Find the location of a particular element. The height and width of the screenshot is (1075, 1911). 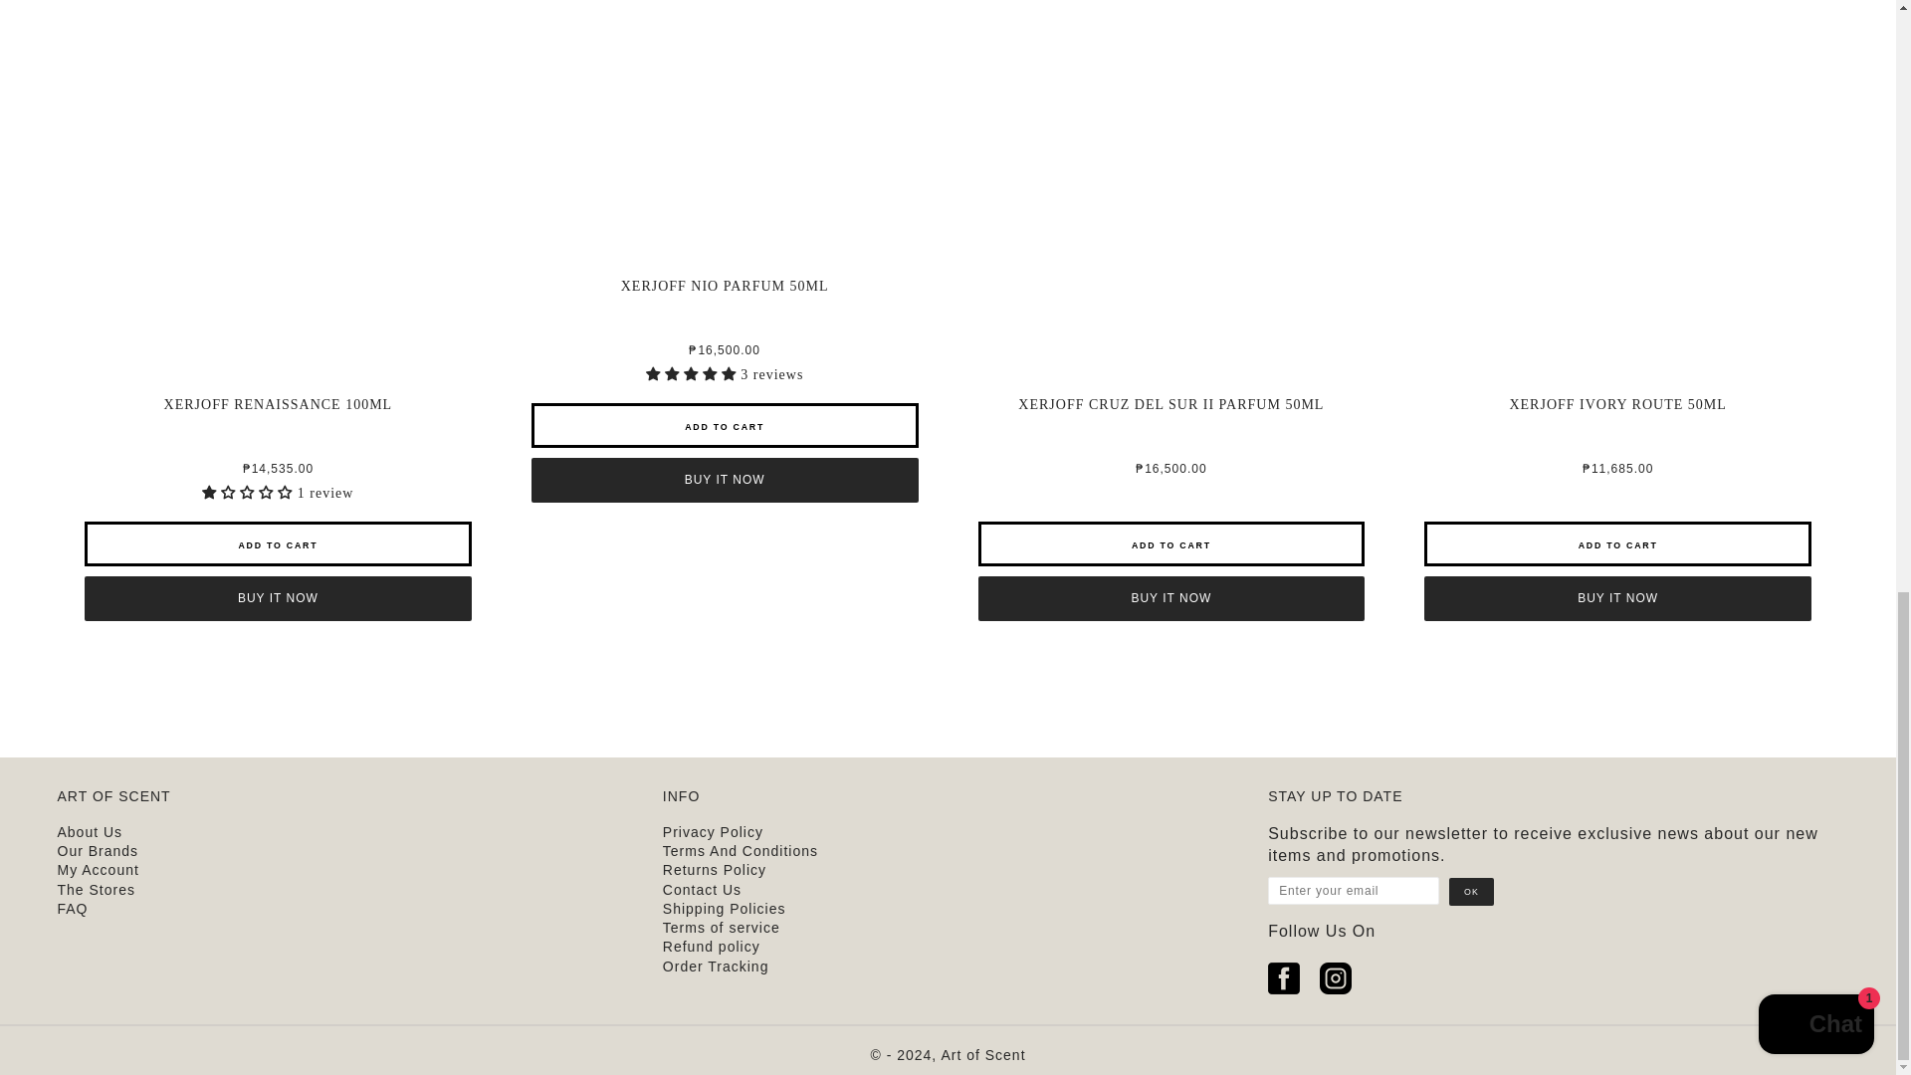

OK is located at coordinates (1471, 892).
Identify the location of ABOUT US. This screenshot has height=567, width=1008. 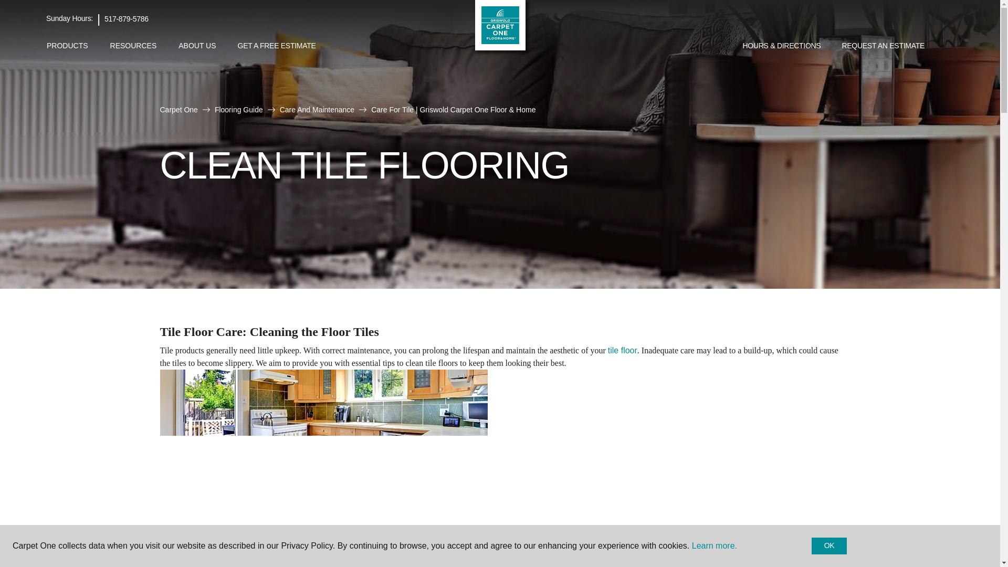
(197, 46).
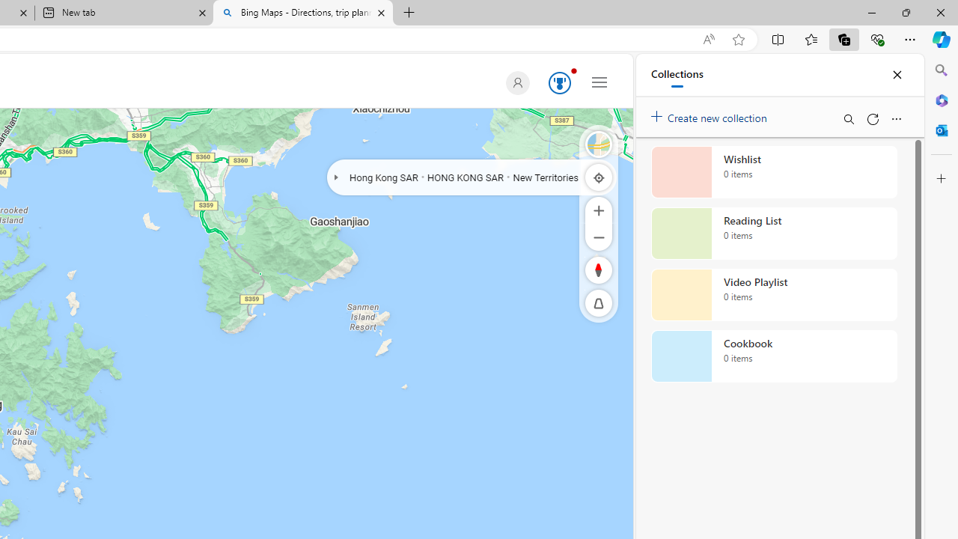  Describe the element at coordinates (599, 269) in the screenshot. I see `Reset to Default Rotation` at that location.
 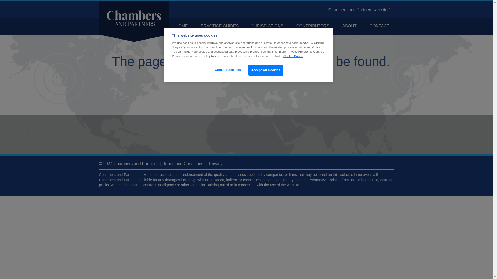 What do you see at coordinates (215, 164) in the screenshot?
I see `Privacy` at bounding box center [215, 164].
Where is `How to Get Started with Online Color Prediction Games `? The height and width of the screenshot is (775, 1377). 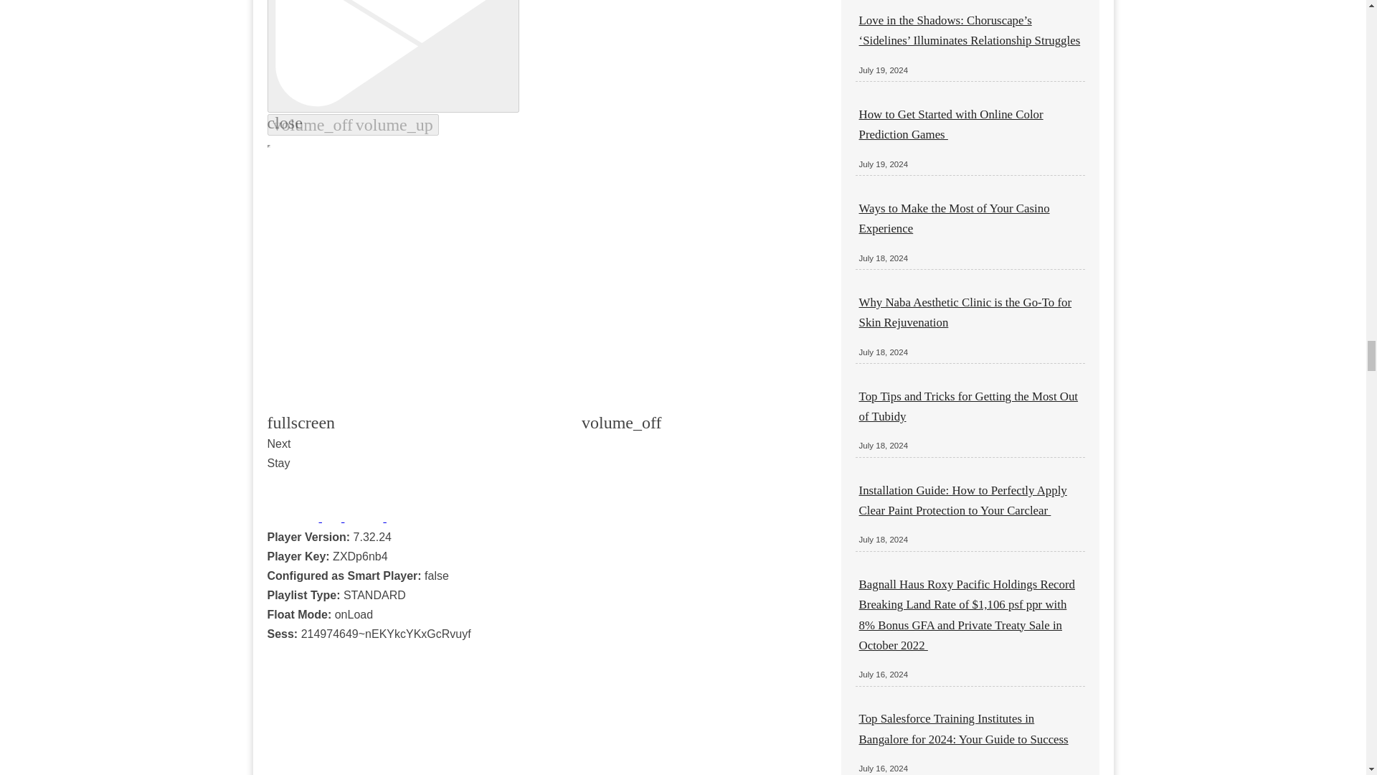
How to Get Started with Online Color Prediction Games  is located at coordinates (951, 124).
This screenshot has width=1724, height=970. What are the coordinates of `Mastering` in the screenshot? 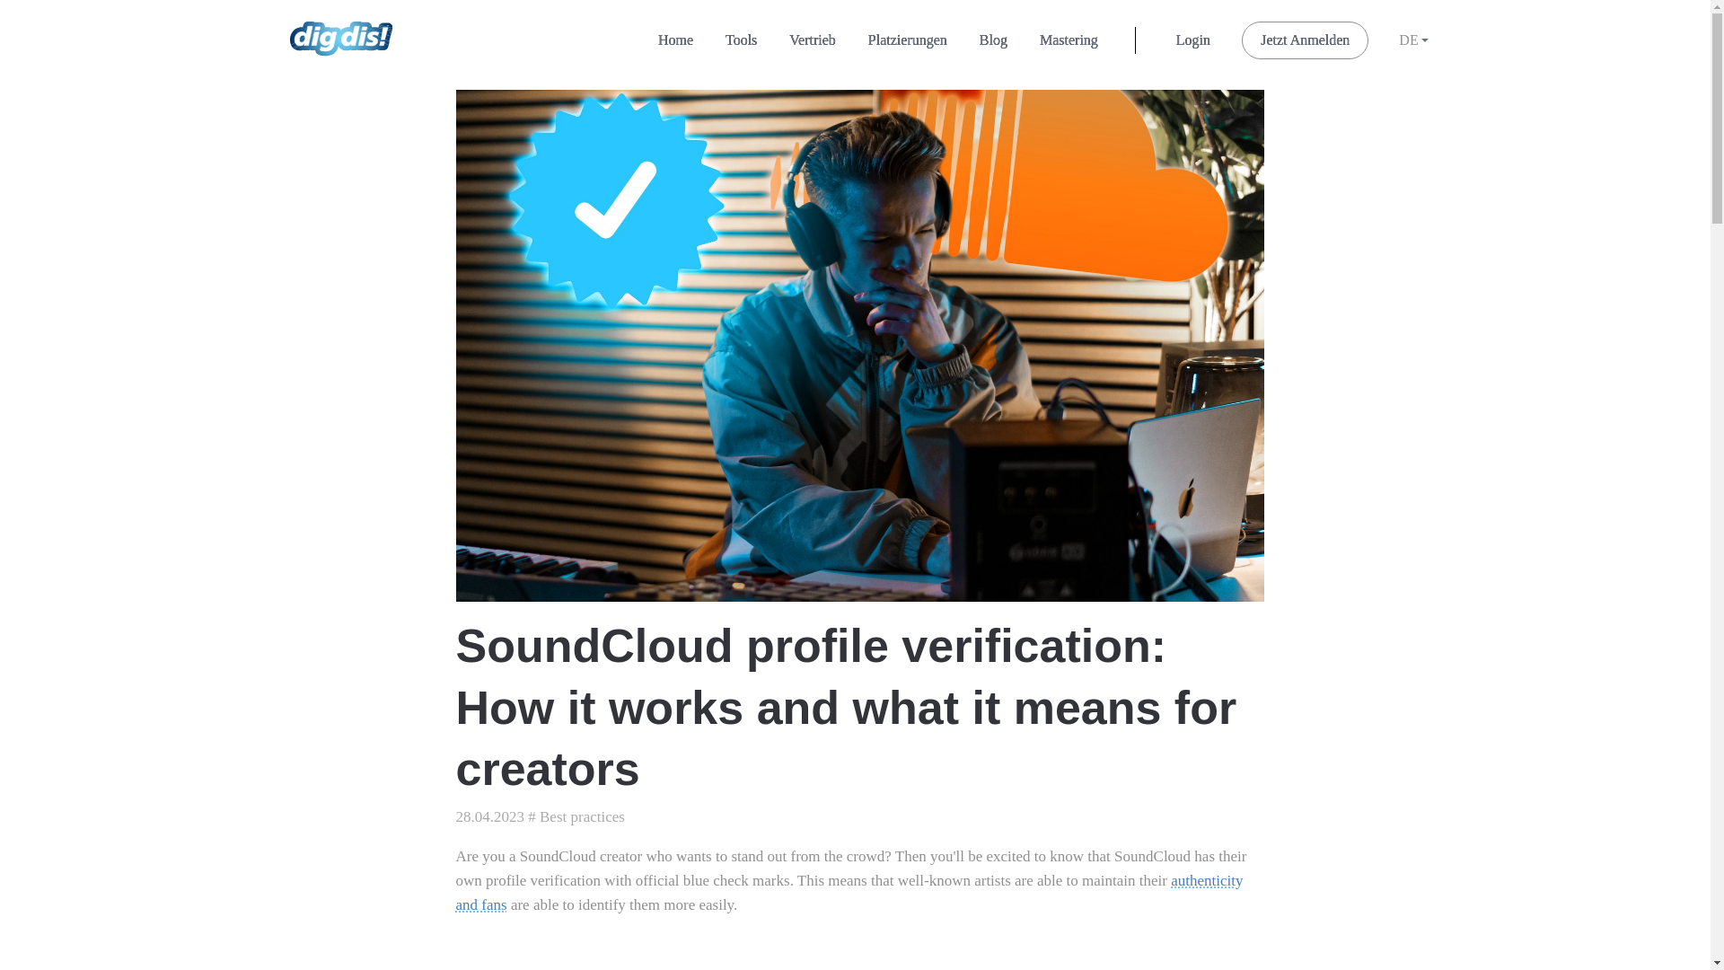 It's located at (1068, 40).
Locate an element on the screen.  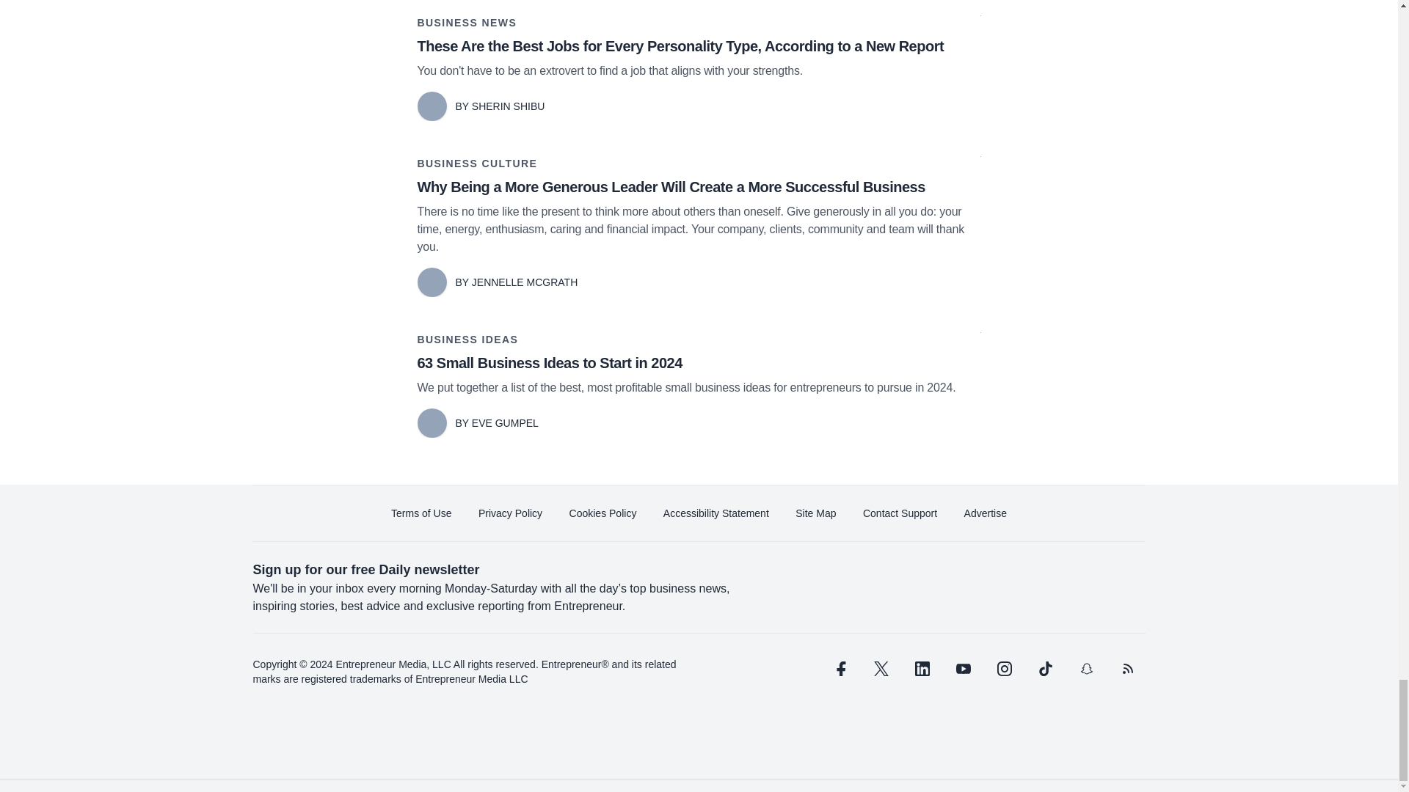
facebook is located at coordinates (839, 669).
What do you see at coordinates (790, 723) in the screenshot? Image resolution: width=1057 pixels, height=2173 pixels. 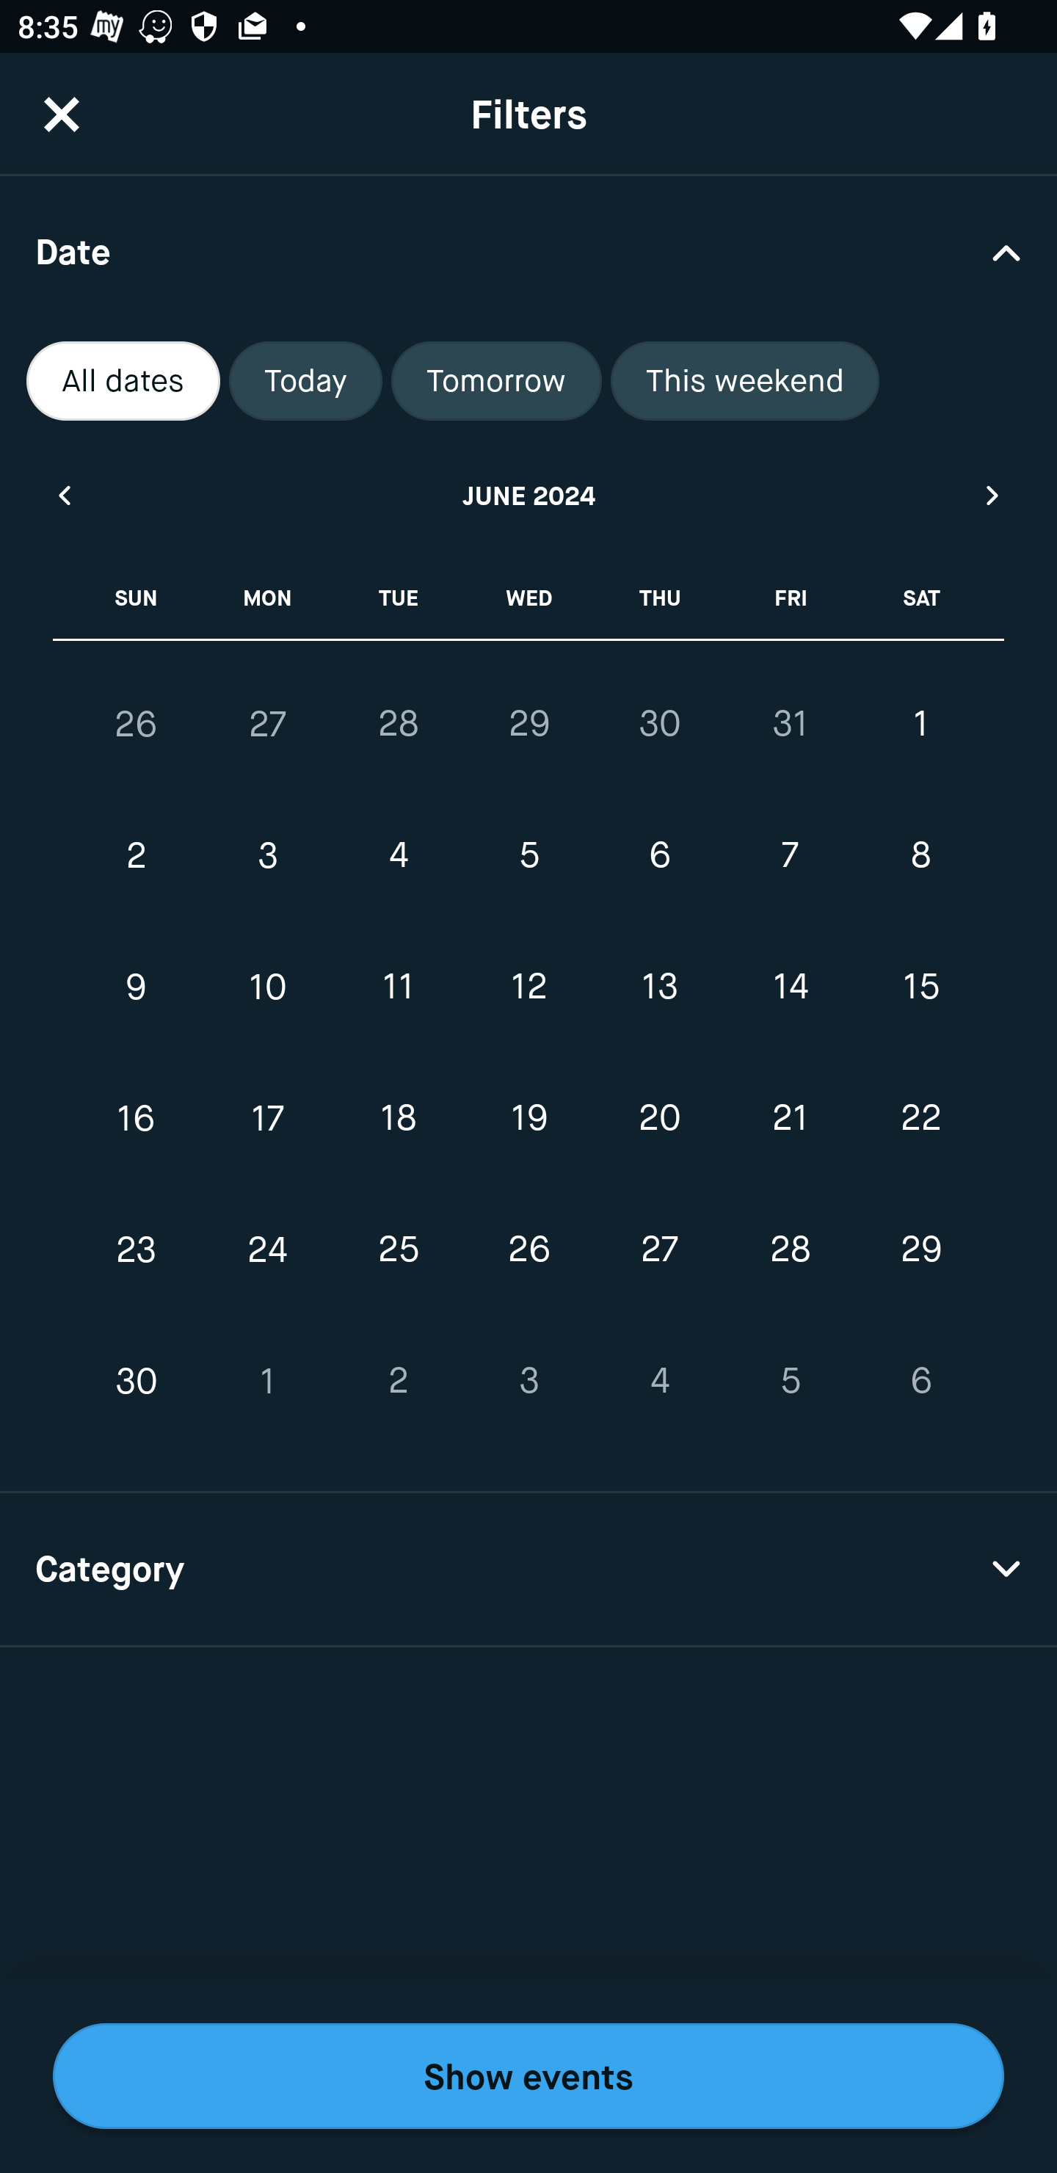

# WORK REQUIRED:
Leave every picture out and write out, word for word, the lines from the one that contains "Locate an element on the screen." through the last line of the records.

# YOUR SOLUTION:
Locate an element on the screen.  
facebook is located at coordinates (839, 669).
What do you see at coordinates (790, 723) in the screenshot? Image resolution: width=1057 pixels, height=2173 pixels. 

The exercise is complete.